“Disturbing” scenes aired in an RTÉ Investigates programme tonight (Monday, July 10) are not reflective of thousands of dairy farmers “who are already obeying all the rules around calf welfare”, the Irish Creamery Milk Suppliers Association (ICMSA) has said.

The president of the ICMSA, Pat McCormack, said that he and his members found the issues and footage from the RTÉ Investigates programme “disturbing and disappointing”.

“In the first instance, the blame and culpability for this mistreatment lies absolutely with the individuals involved and those supervisors who may have had knowledge of these cruel practices, but who failed to act.  

“ICMSA expects the Department (of Agriculture Food and the Marine) to now investigate fully, and we know that they will be thorough and fair,” the ICMSA president said.

McCormack stressed that there are laws and regulations in relation to animal welfare that must be enforced and sanctions, including prosecution, which also must be enforced where there is clear evidence that laws and regulations have been breached.

But the president of the ICMSA said that the organisation and its members “rejected categorically” that the disturbing practices highlighted in the programme were “widespread or a norm”.

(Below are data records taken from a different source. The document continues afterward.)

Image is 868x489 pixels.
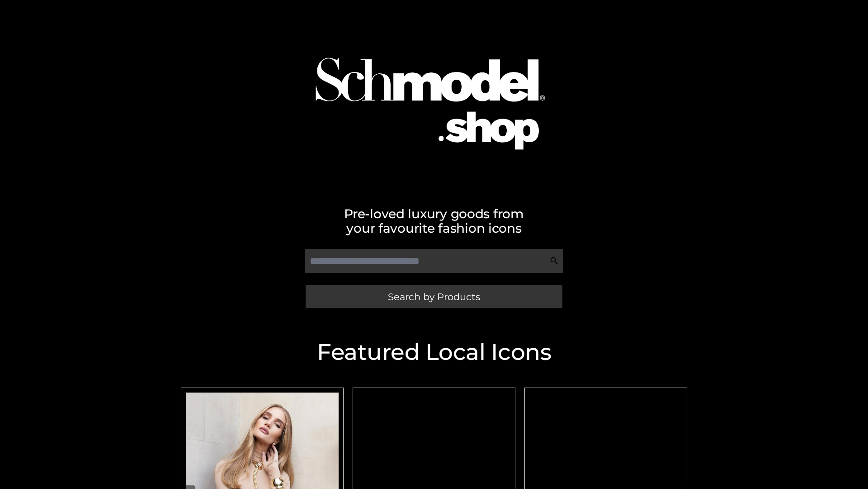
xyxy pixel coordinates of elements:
h2: Pre-loved luxury goods from your favourite fashion icons [176,206,692,235]
a: Search by Products [306,285,562,308]
span: Search by Products [388,292,480,302]
img: Search Icon [549,256,558,265]
h2: Featured Local Icons​ [176,341,692,364]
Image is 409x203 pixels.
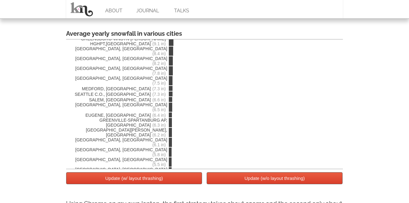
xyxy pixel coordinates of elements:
[66,137,167,147] span: [GEOGRAPHIC_DATA], [GEOGRAPHIC_DATA]
[207,172,343,184] button: Update (w/o layout thrashing)
[66,147,167,157] span: [GEOGRAPHIC_DATA], [GEOGRAPHIC_DATA]
[66,167,167,177] span: [GEOGRAPHIC_DATA], [GEOGRAPHIC_DATA]
[66,46,167,56] span: [GEOGRAPHIC_DATA], [GEOGRAPHIC_DATA]
[152,51,166,56] span: (8.4 in)
[152,142,166,147] span: (6.1 in)
[66,113,167,117] span: EUGENE, [GEOGRAPHIC_DATA]
[66,86,167,91] span: MEDFORD, [GEOGRAPHIC_DATA]
[152,132,166,137] span: (6.2 in)
[152,113,166,117] span: (6.4 in)
[66,66,167,76] span: [GEOGRAPHIC_DATA], [GEOGRAPHIC_DATA]
[66,36,167,46] span: GREENSBORO-WNSTN-[PERSON_NAME]-HGHPT,[GEOGRAPHIC_DATA]
[66,56,167,66] span: [GEOGRAPHIC_DATA], [GEOGRAPHIC_DATA]
[66,92,167,97] span: SEATTLE C.O., [GEOGRAPHIC_DATA]
[66,127,167,137] span: [GEOGRAPHIC_DATA][PERSON_NAME], [GEOGRAPHIC_DATA]
[66,97,167,102] span: SALEM, [GEOGRAPHIC_DATA]
[66,117,167,127] span: GREENVILLE-SPARTANBURG AP, [GEOGRAPHIC_DATA]
[152,107,166,112] span: (6.5 in)
[152,71,166,76] span: (7.8 in)
[152,61,166,66] span: (8.2 in)
[66,157,167,167] span: [GEOGRAPHIC_DATA], [GEOGRAPHIC_DATA]
[152,41,166,46] span: (9.1 in)
[152,92,166,97] span: (7.3 in)
[152,81,166,86] span: (7.5 in)
[152,97,166,102] span: (6.6 in)
[66,76,167,86] span: [GEOGRAPHIC_DATA], [GEOGRAPHIC_DATA]
[152,162,166,167] span: (5.5 in)
[66,29,343,39] div: Average yearly snowfall in various cities
[152,122,166,127] span: (6.3 in)
[66,102,167,112] span: [GEOGRAPHIC_DATA], [GEOGRAPHIC_DATA]
[152,86,166,91] span: (7.3 in)
[152,152,166,157] span: (5.8 in)
[66,172,202,184] button: Update (w/ layout thrashing)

He said that the welfare and health of livestock was “the standard by which farmers rated and judged each other” and he underlined that it should be acknowledged that the country’s 18,000 dairy farmers were “already obeying all the rules around calf welfare”.  

“It is unfair and wrong to find 18,000 dairy farmers culpable for the wrongs and abuses perpetrated by a small number,” McCormack said.

Meanwhile, the Minister for Agriculture, Food and the Marine has condemned what he has described as the “shocking practices” on the RTÉ Investigates programme.

Minister Charlie McConalogue said that scenes, which showed the poor treatment of bull calves and a serious disregard of animal welfare requirements, were “not reflective of the work that farmers put into managing their farm enterprises responsibly”.

The Irish Farmers’ Association (IFA) has also called for an investigation by the Department of Agriculture, Food and the Marine (DAFM) into the mistreatment of calves shown in footage obtained by RTÉ to be “swift and thorough”.